Cristina Marta Del-Ben et al. Med Teach. 2013 May.

Abstract

Background: Entering medical school may be associated with changes in the students' life, which can affect academic motivation and impair academic performance.

Aims: This work aimed at measuring longitudinally academic motivation, anxiety, depression and social adjustment in first-year medical students and determining the relationships between these variables and academic performance, as measured mainly by grades on regular exams.

Methods: Eighty-five first-year medical students (age: 17-25 years) were included after giving informed consent. Beck's Anxiety (BAI) and Beck's Depression (BDI) Inventories, the self-reported Social Adjustment Scale (SAS-SR) and the Academic Motivation Scale (AMS) were applied two months after admission and at the end of the academic year.

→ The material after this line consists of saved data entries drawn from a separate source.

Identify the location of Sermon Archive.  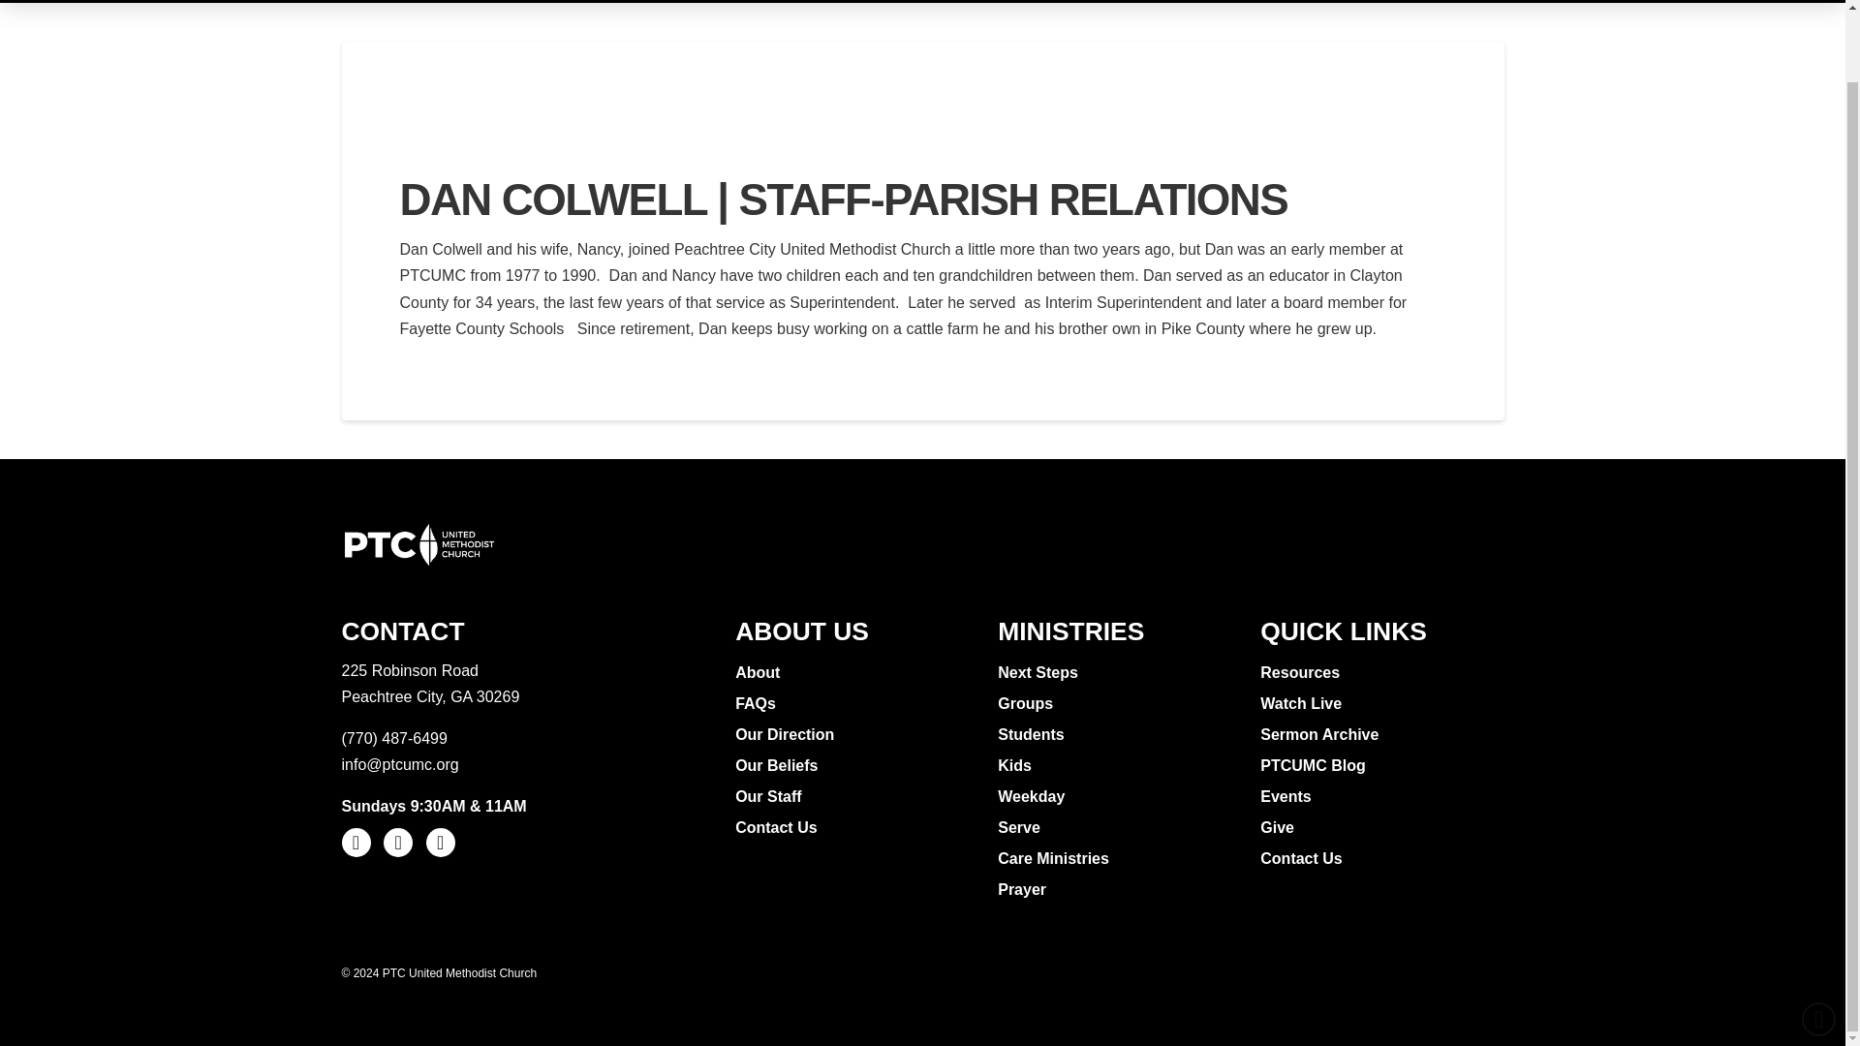
(1321, 735).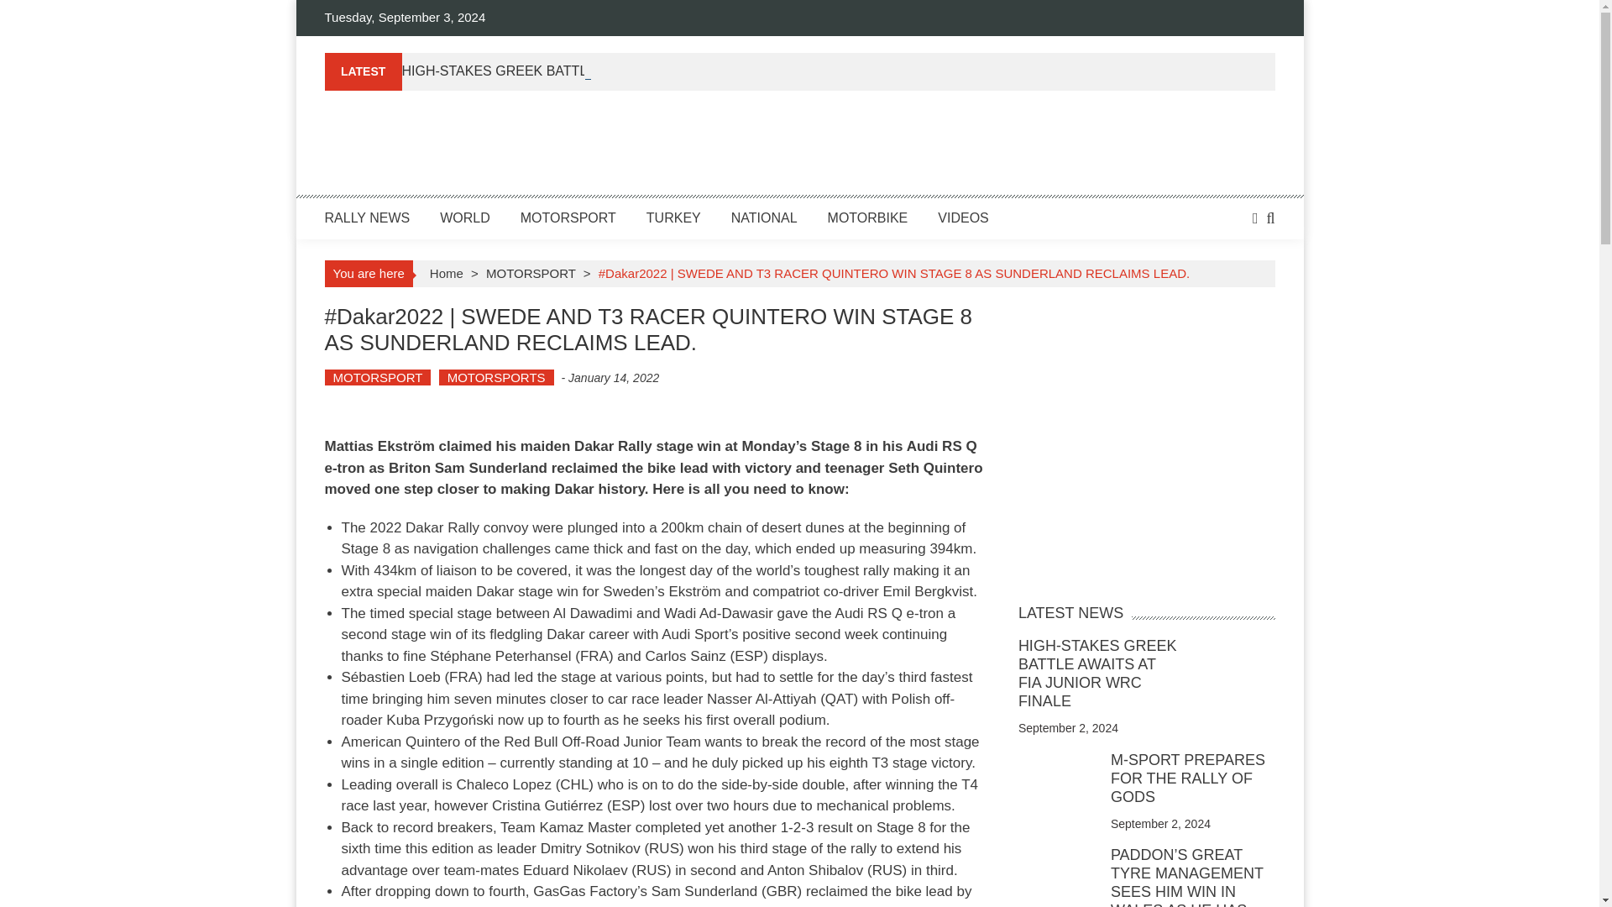  What do you see at coordinates (531, 272) in the screenshot?
I see `MOTORSPORT` at bounding box center [531, 272].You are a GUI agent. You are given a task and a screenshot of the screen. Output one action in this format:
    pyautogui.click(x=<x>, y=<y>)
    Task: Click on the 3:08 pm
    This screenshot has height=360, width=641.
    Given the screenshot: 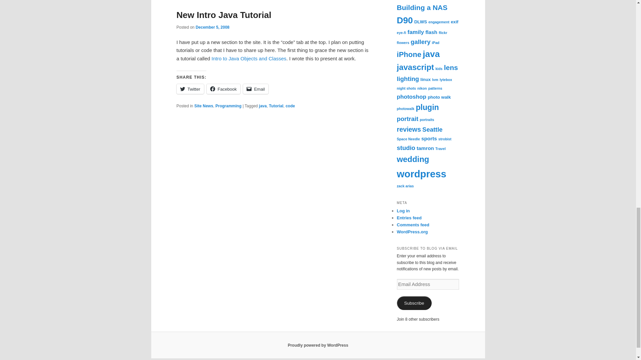 What is the action you would take?
    pyautogui.click(x=212, y=27)
     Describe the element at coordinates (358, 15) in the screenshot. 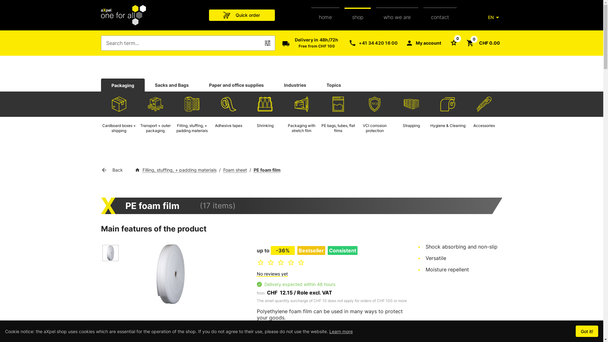

I see `shop` at that location. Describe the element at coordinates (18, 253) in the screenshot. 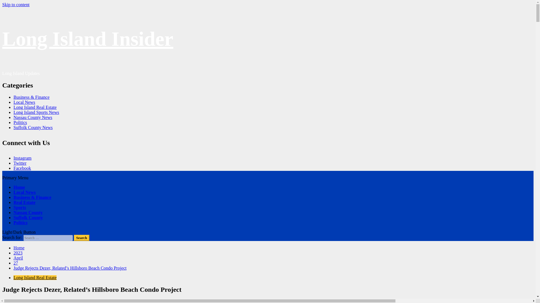

I see `2023` at that location.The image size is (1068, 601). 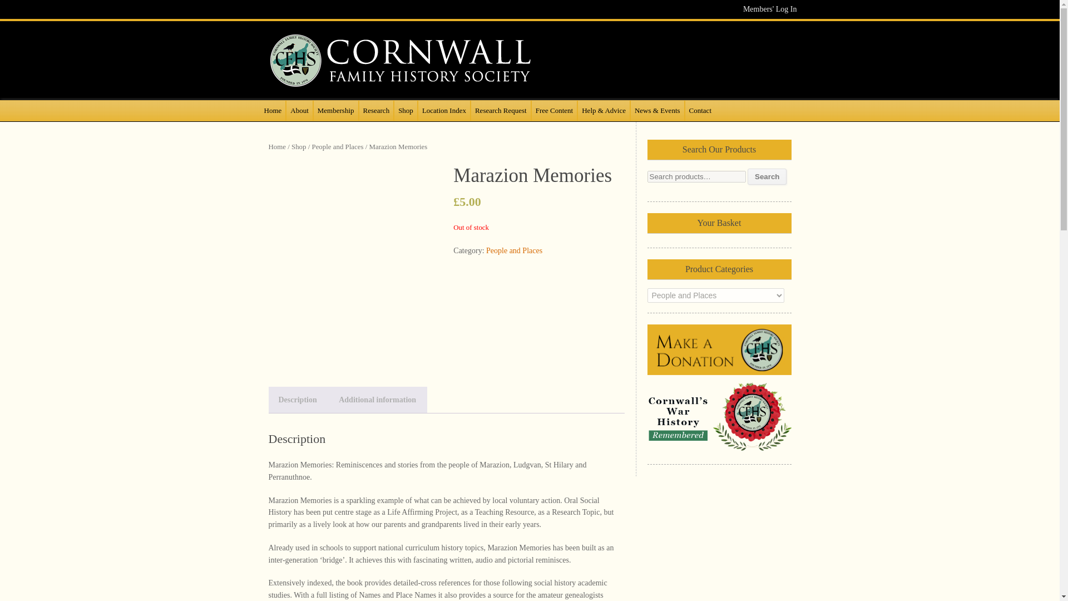 What do you see at coordinates (336, 111) in the screenshot?
I see `Membership` at bounding box center [336, 111].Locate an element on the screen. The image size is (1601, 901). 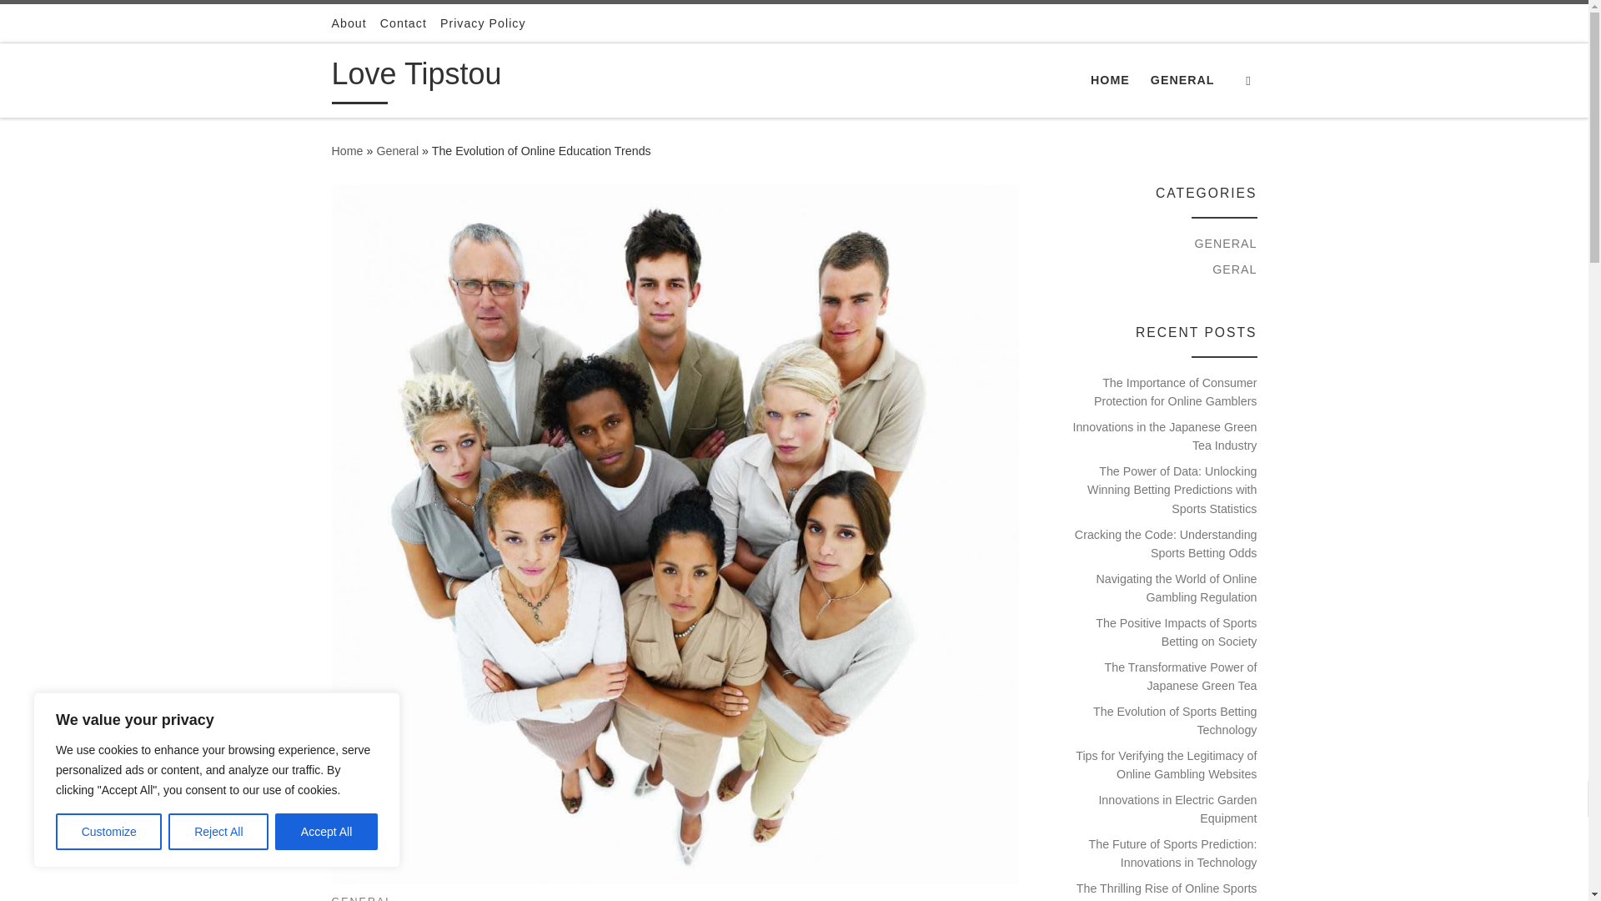
Privacy Policy is located at coordinates (484, 23).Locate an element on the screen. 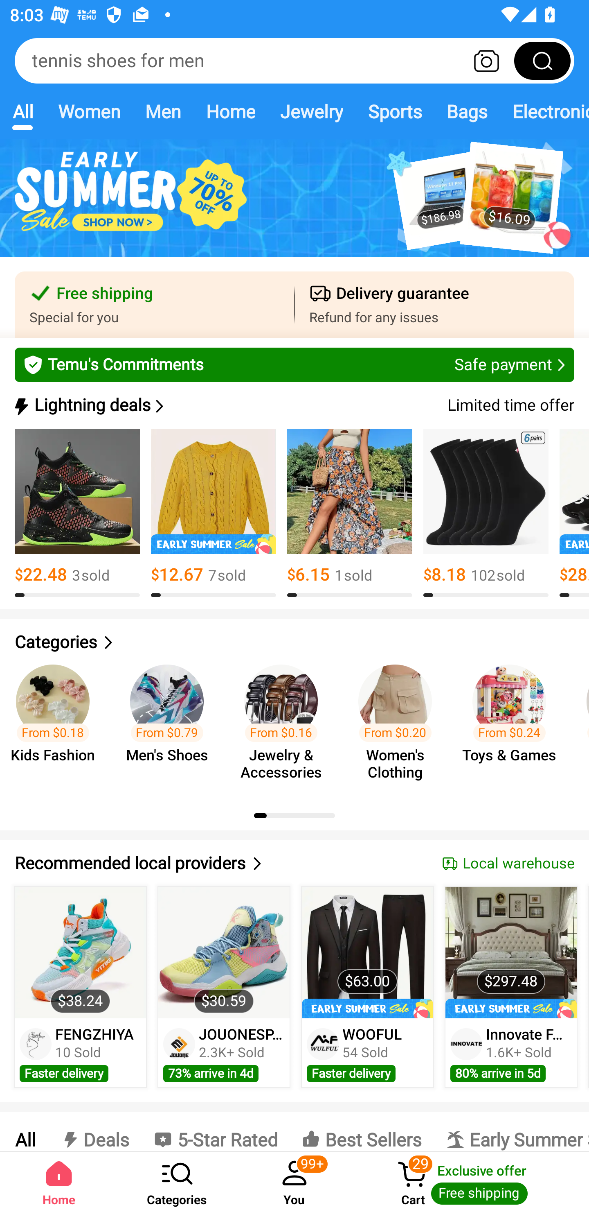 The height and width of the screenshot is (1212, 589). From $0.79 Men's Shoes is located at coordinates (171, 724).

Results: BAI scores increased throughout the year (7.3 ± 6.6 versus 28.8 ± 6.7; p < 0.001), whereas BDI scores did not change (6.8 ± 5.9 versus 6.0 ± 5.4; p > 0.10). SAS-SR subscales scores remained stable, except for a decreasing pattern for leisure/social life (1.8 ± 0.4 versus 2.1 ± 0.4; p < 0.001). AMS scores for motivation to know (22.2 ± 4.5 versus 19.7 ± 5.5; p < 0.001), to accomplish things to know (17.7 ± 5.3 versus 15.4 ± 5.3; p = 0.001), to experience to know (18.2 ± 5.2 versus 15.4 ± 5.4; p < 0.001) and by identification to know (23.5 ± 3.5 versus 21.8 ± 5.0; p = 0.002) decreased significantly. There were no significant correlations between academic performance and the global scores for any of the scales except for the SAS-SR subscale for academic life (r = -0.48, p < 0.001).

Conclusions: Throughout the academic year, first-year medical students showed increased anxiety, decreased academic motivation and a maladjusted leisure/social life, which however does not seem to affect academic achievement.